Lest anyone think, on the basis of a Supreme Court reference, that the government would defend Canada from dissolution, the Justice Minister was painfully blunt. Again and again Allan Rock emphasized to Parliament that although the government would not accept a unilateral secession, Canada would agree to a negotiated separation on demand. All that was necessary was a sufficient majority on a clear question. "The country," he said, "will not be held together against the will of Quebecers, clearly expressed." It is not secession that is out of bounds, in other words: only lawlessness.
The government of Canada would not try to prevent the separation of Quebec: only to ensure that the process was orderly. The minister was under no illusion as to what even a legal secession would mean for Canada.
"Quebec's inclusion is essential to preserving the country that we cherish," he said. "Without Quebec, the magnificent dream and the shining ideal that is Canada would simply not exist." Yet if the law should stand in the way of Canada's destruction, the Justice Minister vows meekly to change it.
Indeed, the Supreme Court reference is only the first of several steps the government has in mind to make secession as smooth and uneventful as possible. There will be talks on the question and the majority, perhaps the insertion of a secession clause in the Constitution. All of which raises an interesting question. If, as Rock insists, Canada will not deny Quebecers the right to secede; if Ottawa will take a Yes vote as the cue to begin negotiations; if the rule of law is not so much an obstacle to secession as an aid to it, why does the Government of Quebec not take him up on it? Why not renounce unilateralism, and put the issue to bed?
Answer: Because the separatists know that a negotiated secession is impossible. There is no chance of agreement among so many interested parties on such a complex matter. A Yes vote could only end in a unilateral declaration of independence.
They know that. But the Quebec public does not. Rock's attempt to split the difference on the secession question, invoking the rule of law while assuring Quebecers that it poses no real obstacle to anything, thus risks provoking a tragic miscalculation. A strong statement -- Canada is not divisible, period -- and Quebecers would know: a Yes vote would plunge Quebec into the terrifying legal void of a UDI. It is a vote for chaos and ruin. There is no safe exit from Confederation.
Instead, the federal stance almost asks them to vote Yes, secure in the belief that they would not thereby run the incalculable risks of a UDI, but would merely kick off another interminable round of constitutional negotiations.
Neither side could leave the bargaining table: Quebec, because the UDI option would have been foreclosed; Canada, because it has promised to honour a Yes vote. Safely nestled within the rule of law, Yes is thus the risk- free option. Or so it would seem. Only when the PQ, after a decent interval, pulled the UDI ripcord would Quebecers realize they had been duped.
Conditional federalism, then, is alive and well and living in Ottawa. Canada has no prior right to exist: It survives only by leave of Quebecers. The day they vote to end it, the rest of Canada has no choice but to sign its own death warrant. It is some progress that we will now actually insist on negotiations, but not much. This is the real point: the problem of separatism does not originate in Quebec. It is a problem of Canada. It begins and ends with a nation so enfeebled in its idea of itself as to be unable to object even to its own destruction.
What does it mean to say, with the Justice Minister, that Quebec has the right to secede, albeit by negotiation? It means that the territory of Canada does not belong to Canada, but to whichever group of enterprising citizens votes itself control over it. It means the laws of Canada do not apply to whichever group of citizens votes to renounce them.
It means that in the crunch, the government of Canada is prepared to sacrifice the "magnificent dream and the shining ideal" of Canada to the ethnocentric rage of the Parti Québécois: to destroy what twenty generations have built, to mock the dreams of our fathers, to impoverish the lives of our children, and all by the vote of perhaps 7 per cent of our population. And this is the hard line!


EXERCISE INSTRUCTIONS: Taking the data below line by line, count those that include the word "centrifugal" and report the number alone.

Figure dataset records:
[Start of section]
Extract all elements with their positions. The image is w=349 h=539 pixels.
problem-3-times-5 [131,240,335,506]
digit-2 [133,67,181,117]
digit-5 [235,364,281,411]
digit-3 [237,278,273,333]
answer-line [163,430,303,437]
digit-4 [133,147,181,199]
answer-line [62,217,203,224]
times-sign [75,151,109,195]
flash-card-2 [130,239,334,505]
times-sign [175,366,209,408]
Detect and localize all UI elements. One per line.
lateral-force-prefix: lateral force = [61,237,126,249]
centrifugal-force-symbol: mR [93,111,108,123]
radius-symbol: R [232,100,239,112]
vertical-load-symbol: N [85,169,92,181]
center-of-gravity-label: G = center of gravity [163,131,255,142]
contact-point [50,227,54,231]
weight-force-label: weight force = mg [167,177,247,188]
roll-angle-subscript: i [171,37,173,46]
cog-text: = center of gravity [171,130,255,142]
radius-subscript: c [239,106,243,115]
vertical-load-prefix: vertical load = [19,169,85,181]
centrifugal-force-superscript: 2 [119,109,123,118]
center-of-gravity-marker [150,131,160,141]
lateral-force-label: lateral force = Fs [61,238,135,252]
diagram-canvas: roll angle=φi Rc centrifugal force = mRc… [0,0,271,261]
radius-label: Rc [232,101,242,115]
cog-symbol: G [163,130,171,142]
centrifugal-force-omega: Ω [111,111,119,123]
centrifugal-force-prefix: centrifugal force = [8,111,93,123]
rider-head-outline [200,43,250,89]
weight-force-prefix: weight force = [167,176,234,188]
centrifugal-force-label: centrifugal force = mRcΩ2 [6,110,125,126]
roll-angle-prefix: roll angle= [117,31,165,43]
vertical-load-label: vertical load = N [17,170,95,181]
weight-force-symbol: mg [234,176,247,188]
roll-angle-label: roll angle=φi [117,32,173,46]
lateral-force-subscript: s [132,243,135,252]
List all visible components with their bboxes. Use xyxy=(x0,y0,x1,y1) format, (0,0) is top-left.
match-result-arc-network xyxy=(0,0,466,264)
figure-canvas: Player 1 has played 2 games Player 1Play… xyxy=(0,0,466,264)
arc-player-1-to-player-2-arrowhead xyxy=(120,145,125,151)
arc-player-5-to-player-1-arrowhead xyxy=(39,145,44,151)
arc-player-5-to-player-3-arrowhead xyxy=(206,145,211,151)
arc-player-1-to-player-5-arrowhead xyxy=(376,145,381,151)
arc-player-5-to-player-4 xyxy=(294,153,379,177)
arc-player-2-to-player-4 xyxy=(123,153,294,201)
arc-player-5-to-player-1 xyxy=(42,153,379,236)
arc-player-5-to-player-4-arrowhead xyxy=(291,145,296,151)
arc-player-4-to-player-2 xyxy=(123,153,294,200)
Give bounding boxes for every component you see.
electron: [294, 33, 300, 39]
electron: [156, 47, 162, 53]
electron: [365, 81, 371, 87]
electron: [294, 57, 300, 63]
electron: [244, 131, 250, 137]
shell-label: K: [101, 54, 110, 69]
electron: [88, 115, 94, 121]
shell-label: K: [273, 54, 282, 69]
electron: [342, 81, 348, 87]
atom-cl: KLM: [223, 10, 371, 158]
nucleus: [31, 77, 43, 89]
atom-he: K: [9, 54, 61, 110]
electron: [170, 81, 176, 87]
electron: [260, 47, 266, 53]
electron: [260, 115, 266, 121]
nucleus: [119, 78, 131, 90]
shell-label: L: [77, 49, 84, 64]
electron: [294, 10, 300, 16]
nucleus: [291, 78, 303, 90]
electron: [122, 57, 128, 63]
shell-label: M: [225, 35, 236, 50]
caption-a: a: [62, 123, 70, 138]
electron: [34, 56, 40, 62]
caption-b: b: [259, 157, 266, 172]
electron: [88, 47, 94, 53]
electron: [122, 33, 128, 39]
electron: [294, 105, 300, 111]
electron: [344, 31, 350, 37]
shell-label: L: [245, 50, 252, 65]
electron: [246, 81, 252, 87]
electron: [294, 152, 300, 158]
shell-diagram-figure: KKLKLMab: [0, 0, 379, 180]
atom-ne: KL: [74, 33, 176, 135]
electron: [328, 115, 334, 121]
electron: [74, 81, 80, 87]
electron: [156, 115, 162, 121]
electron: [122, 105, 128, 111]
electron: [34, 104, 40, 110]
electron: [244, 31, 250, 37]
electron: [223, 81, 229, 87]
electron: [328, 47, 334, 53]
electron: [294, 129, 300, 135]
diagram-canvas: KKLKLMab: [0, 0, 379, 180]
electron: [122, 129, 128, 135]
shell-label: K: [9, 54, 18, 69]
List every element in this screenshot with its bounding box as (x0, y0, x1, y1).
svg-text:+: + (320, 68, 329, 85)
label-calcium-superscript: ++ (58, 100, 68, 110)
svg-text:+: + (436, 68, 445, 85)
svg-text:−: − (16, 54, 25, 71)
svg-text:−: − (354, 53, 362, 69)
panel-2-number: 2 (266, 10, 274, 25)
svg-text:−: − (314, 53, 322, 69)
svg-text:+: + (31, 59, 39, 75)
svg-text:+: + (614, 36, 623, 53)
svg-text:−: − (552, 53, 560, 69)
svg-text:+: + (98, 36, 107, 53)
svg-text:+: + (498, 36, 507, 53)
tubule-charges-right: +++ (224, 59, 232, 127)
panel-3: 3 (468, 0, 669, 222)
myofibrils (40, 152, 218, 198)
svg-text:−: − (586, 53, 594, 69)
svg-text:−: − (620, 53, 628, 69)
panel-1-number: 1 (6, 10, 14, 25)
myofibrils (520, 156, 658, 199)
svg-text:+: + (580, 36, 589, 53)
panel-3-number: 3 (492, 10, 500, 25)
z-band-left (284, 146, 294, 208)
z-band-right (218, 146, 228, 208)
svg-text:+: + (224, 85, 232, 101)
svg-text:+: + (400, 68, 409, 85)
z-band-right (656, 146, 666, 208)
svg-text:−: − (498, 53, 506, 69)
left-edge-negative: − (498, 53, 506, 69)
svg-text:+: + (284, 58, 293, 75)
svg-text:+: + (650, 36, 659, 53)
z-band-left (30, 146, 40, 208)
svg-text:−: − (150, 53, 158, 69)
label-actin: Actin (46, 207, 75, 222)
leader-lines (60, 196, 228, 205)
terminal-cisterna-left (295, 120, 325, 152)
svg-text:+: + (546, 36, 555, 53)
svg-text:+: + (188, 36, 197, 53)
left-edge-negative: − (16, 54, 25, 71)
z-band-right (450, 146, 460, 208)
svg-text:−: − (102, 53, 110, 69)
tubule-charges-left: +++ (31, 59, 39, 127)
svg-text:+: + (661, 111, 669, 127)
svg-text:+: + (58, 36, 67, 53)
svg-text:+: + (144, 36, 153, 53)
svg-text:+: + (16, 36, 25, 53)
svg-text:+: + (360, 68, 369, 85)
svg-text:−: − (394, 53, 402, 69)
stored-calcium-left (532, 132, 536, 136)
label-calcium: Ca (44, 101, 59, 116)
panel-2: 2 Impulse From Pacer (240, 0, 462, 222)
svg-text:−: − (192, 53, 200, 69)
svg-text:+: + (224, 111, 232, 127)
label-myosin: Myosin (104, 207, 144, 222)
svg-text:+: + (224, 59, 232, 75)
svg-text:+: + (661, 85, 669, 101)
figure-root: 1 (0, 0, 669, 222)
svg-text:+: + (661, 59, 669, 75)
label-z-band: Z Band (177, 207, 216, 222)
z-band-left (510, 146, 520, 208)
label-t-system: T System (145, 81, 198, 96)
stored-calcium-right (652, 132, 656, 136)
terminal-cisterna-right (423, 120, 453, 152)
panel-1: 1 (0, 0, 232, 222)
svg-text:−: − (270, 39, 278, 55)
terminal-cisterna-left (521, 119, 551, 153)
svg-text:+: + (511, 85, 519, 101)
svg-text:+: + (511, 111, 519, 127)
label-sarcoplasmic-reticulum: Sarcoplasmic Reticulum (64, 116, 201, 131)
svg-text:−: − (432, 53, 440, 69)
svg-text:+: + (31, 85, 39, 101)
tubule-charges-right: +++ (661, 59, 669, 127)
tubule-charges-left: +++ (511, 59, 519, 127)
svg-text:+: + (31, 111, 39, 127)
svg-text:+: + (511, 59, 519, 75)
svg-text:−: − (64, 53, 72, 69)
[End of section]
RESULT FOR THIS TASK: 6